Stacked on and around Aguino’s desk are binders of songs, prayers and translations of stories; vocabulary worksheets filled out by his students; and a homemade storybook about a rabbit and coyote with speech bubbles in Tewa.
The materials have accumulated since Aguino, a member of the Ohkay Owingeh Tribal Council, began teaching two-hour, twice-weekly Tewa language classes to learners of all ages almost 20 years ago.
He hopes his students will become fluent in Tewa and also that some will go on to become teachers themselves — which a few have, he said.
Six of the Eight Northern Pueblos are Tewa-speaking but have suffered significant language loss over the past several generations — particularly since the federal government in 1819 began removing Native children from their homes and placing them in boarding schools that forced them to speak English. The practice lasted 150 years.
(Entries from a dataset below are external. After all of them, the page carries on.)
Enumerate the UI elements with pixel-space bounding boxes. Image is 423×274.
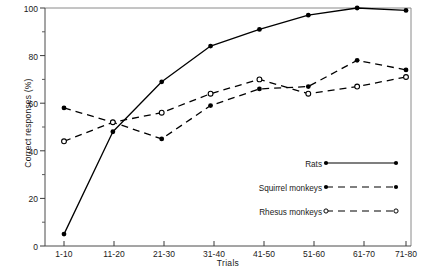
chart-figure: Correct responses (%) Trials 100 80 60 4… (0, 0, 423, 274)
legend-marker-rhesus-right (394, 209, 398, 213)
data-point-rats-71-80 (404, 8, 409, 13)
data-point-squirrel-monkeys-51-60 (306, 84, 311, 89)
data-point-rats-61-70 (355, 6, 360, 11)
data-point-rhesus-monkeys-11-20 (110, 120, 115, 125)
data-point-rhesus-monkeys-21-30 (159, 110, 164, 115)
chart-canvas (0, 0, 423, 274)
data-point-rhesus-monkeys-41-50 (257, 77, 262, 82)
data-point-rats-41-50 (257, 27, 262, 32)
data-point-rhesus-monkeys-61-70 (355, 84, 360, 89)
legend-marker-rhesus-left (324, 209, 328, 213)
series-squirrel-monkeys (62, 58, 409, 141)
legend-samples (324, 161, 398, 213)
data-point-rats-51-60 (306, 13, 311, 18)
data-point-squirrel-monkeys-21-30 (159, 137, 164, 142)
legend-marker-rats-right (394, 161, 398, 165)
data-point-squirrel-monkeys-1-10 (62, 106, 67, 111)
legend-marker-squirrel-right (394, 185, 398, 189)
data-point-squirrel-monkeys-31-40 (208, 103, 213, 108)
data-series-layer (62, 6, 409, 237)
data-point-squirrel-monkeys-61-70 (355, 58, 360, 63)
x-axis-ticks (64, 241, 406, 246)
data-point-squirrel-monkeys-71-80 (404, 67, 409, 72)
data-point-rats-11-20 (110, 129, 115, 134)
data-point-squirrel-monkeys-41-50 (257, 87, 262, 92)
data-point-rhesus-monkeys-1-10 (62, 139, 67, 144)
data-point-rhesus-monkeys-71-80 (404, 75, 409, 80)
legend-marker-rats-left (324, 161, 328, 165)
legend-marker-squirrel-left (324, 185, 328, 189)
data-point-rats-21-30 (159, 79, 164, 84)
data-point-rats-1-10 (62, 232, 67, 237)
data-point-rats-31-40 (208, 44, 213, 49)
series-line-squirrel-monkeys (64, 60, 406, 139)
data-point-rhesus-monkeys-51-60 (306, 91, 311, 96)
data-point-rhesus-monkeys-31-40 (208, 91, 213, 96)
In the mid-2000s, a health survey in Santa Clara Pueblo identified only one school-age child fluent in the language, though almost all tribal members over age 50 spoke Tewa, said Porter Swentzell, executive director of Kha’p’o Community School.
“In our community of a couple thousand tribal members, that’s not a recipe for continuity of our language, right?” he said. “Our language, it’s tied to everything that we do, but also, the language tells us the story of who we are as a people, so losing the language is almost losing who you are.”
He added, “Every generation had their struggles going back. They all overcame those obstacles so we could be sitting in these roles right now. It’s like, this is the fight of this time to make sure that we don’t cease to exist as a people, that the story of who we are as Santa Clara people won’t end on our watch.”
Language preservation efforts also closely tie into broader efforts to maintain traditional arts and culture, said Mark Moquino of Zia Pueblo.
Fewer young people today know how to weave a textile, build a cooking pot or sew a shirt than in the past, he said. “We’re at a pivotal point, an integral point, of these being lost, and our language is tied and interconnected with stories, spirit, clothing, our entire way of life.”

In 2020, Moquino co-founded the Indigenous Knowledge Collective, a small, Northern New Mexico-based nonprofit with a mission of promoting education in traditional arts and culture, in part to “meet this need of knowledge transfer” from older to younger generations, he said.
Over the past two years, the nonprofit has hosted a handful of textile, beading, sewing and pottery classes in Tesuque and Ildefonso pueblos, with all classes delivered in both Tewa and English. Last summer, the collective also invited a master buckskin tanner to San Ildefonso Pueblo so people could learn how to tan a hide, from scraping hair off the skin to readying the material to make buckskin bags.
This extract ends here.